Sitting, propped up in bed by pillows, sipping cappuccino— again, with no idea of the passage of time—I said, “You made some sign and said ‘great ancestor’ to my reference to the Ouroboros Serpent. Why?”
“All the species have their totems, their gods or goddesses,” she said. “Adam’s is the Egyptian cat goddess Bast. We all claim at least spiritual descent from such sources. It goes back to the founding of the species, I gather, to give a new people a sense of continuity with ancient things. At least, that’s what is said. It was so long ago, tales get so twisted.”
“It must have taken thousands of years to develop the species and see their numbers reach the point where they could develop a culture.”
“Oh, it did. Though the cultures developed quickly when we each were given our own worlds. Some of us mingle with others, of course, on their worlds, as they with us. But having home worlds helped.”
“All that time, though—plus your long lifespans—and you refer to it as an ancient past. It must be from considerably far beyond the twenty-fifth century that you
come.”
“Oh, it is. It is.”
“I’d figured that. This shop—complete with its wish-effect—bespeaks a technology so advanced that it’s close to magic for me. But what was the purpose of enhancing the various species involved in the program your kin
d came out
of?”
“At first, we were useful in dealing with special problems on newly discovered worlds. Then many other unique talents were manifest, and we became welcome citizens.”
“But probably a big social problem first.”
“True. But we achieved equal rights eventually, and grant of the home worlds. Later, we were courted by our old masters to join the Galactic Union as Terran-bloc worlds.”
“I’ll bet. How many Terran species are there?”
“Twenty-eight,” she said. “Adam’s and mine were two of the earliest.”
“A Galactic Union makes it sound like an extremely distant future.”
“Past,” she said. “It is a part of our past.”
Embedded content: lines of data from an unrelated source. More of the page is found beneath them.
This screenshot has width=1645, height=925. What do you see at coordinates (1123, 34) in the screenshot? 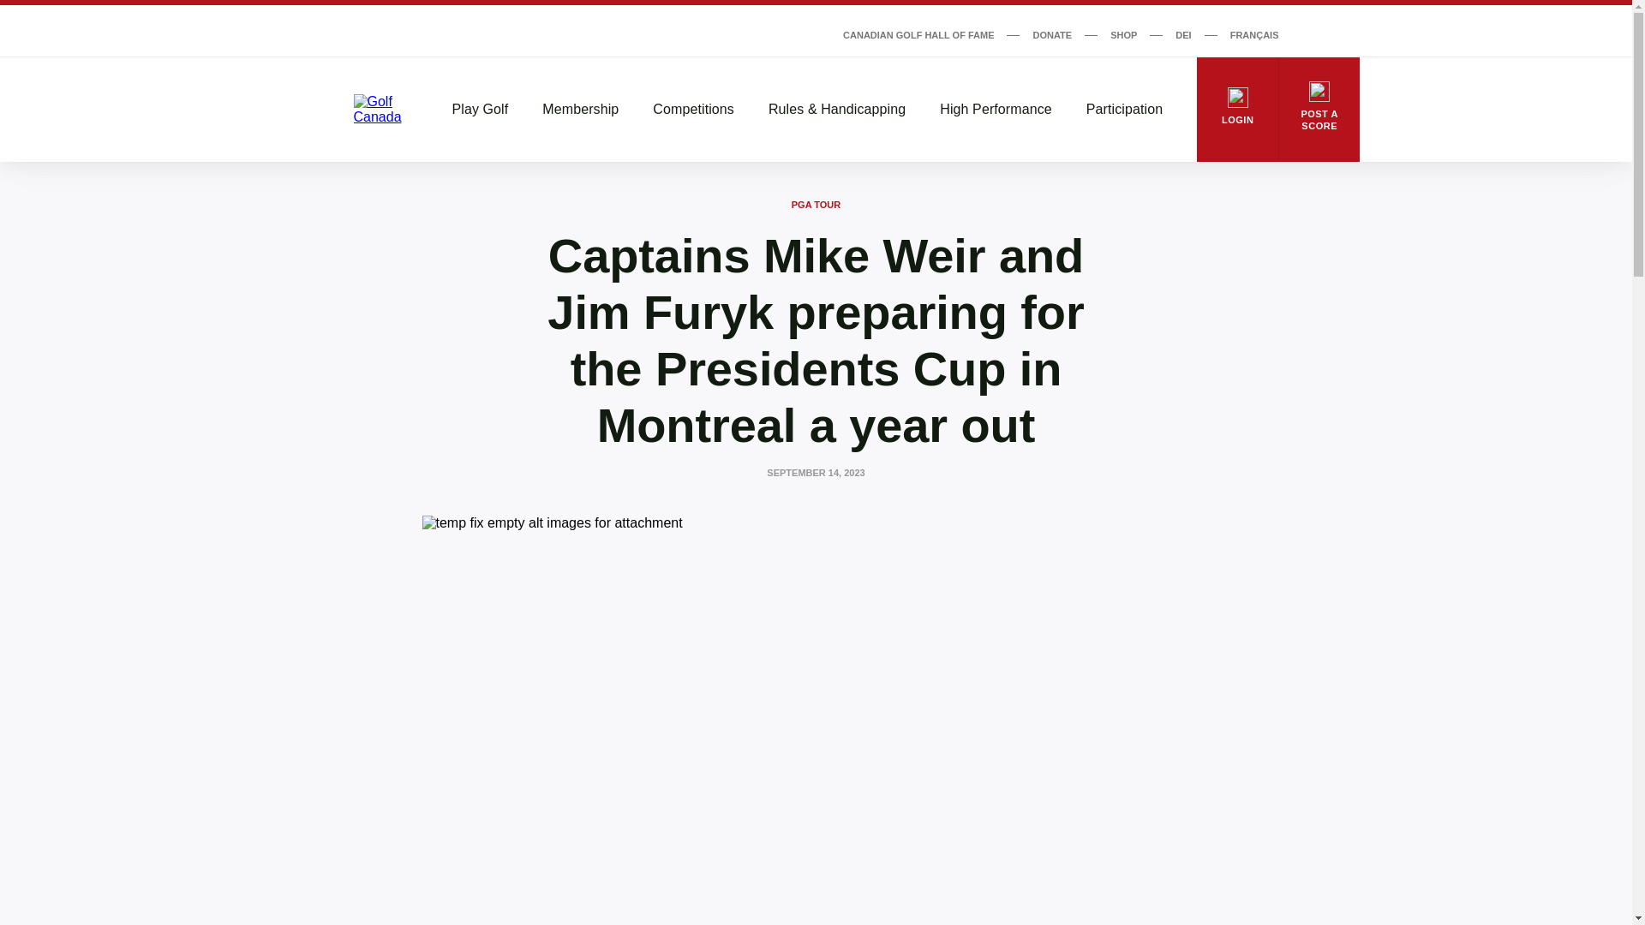
I see `SHOP` at bounding box center [1123, 34].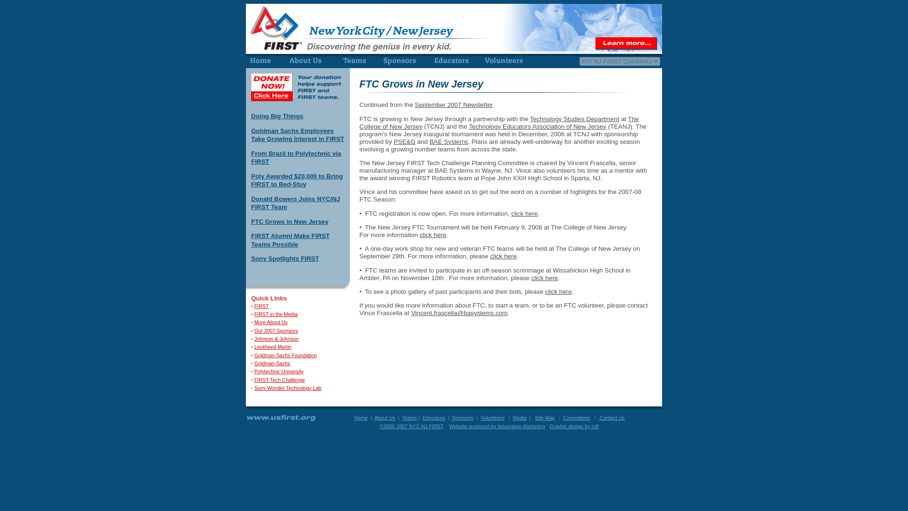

“How did the original human race fare?”
“You were a distinct minority in the union at the time of our creation. Our joining the bloc helped you greatly.”
“And later, in your own day, the time from which you departed?”
“Alf, by then it has grown difficult to explain what human is, the body and mind can be shifted about so many ways. If you mean people who could mix easily with people of this day, they are a minority—or several interesting minorities.”
“I find this somewhat depressing. Was the Earth still around in your day?”
“I don’t like discussing this with so many out-of-contexts. But yes, it was around, but in different form. It had been depleted and its components employed for terraforming elsewhere. On the other hand, it was later reconstructed by groups of political nostalgics. More than once. On still another hand, I see now that they got it wrong in many ways. Perhaps we will take you to see some version one day. Perhaps you already have.”
“Cut the insinuations, Glory!”
“Could your present culture provide you with seven clones? Or get them back through time for you?”
I sipped my cappuccino.
“I hadn’t really thought about it that way,” I said. “I guess I was just fixed on the image of all those Alfs.”
“A future connection would seem necessary. The question is, which future?”
“Any candidates?”
“None that I care to discuss.”
“Any idea how we’re going to resolve this thing?” I finally asked.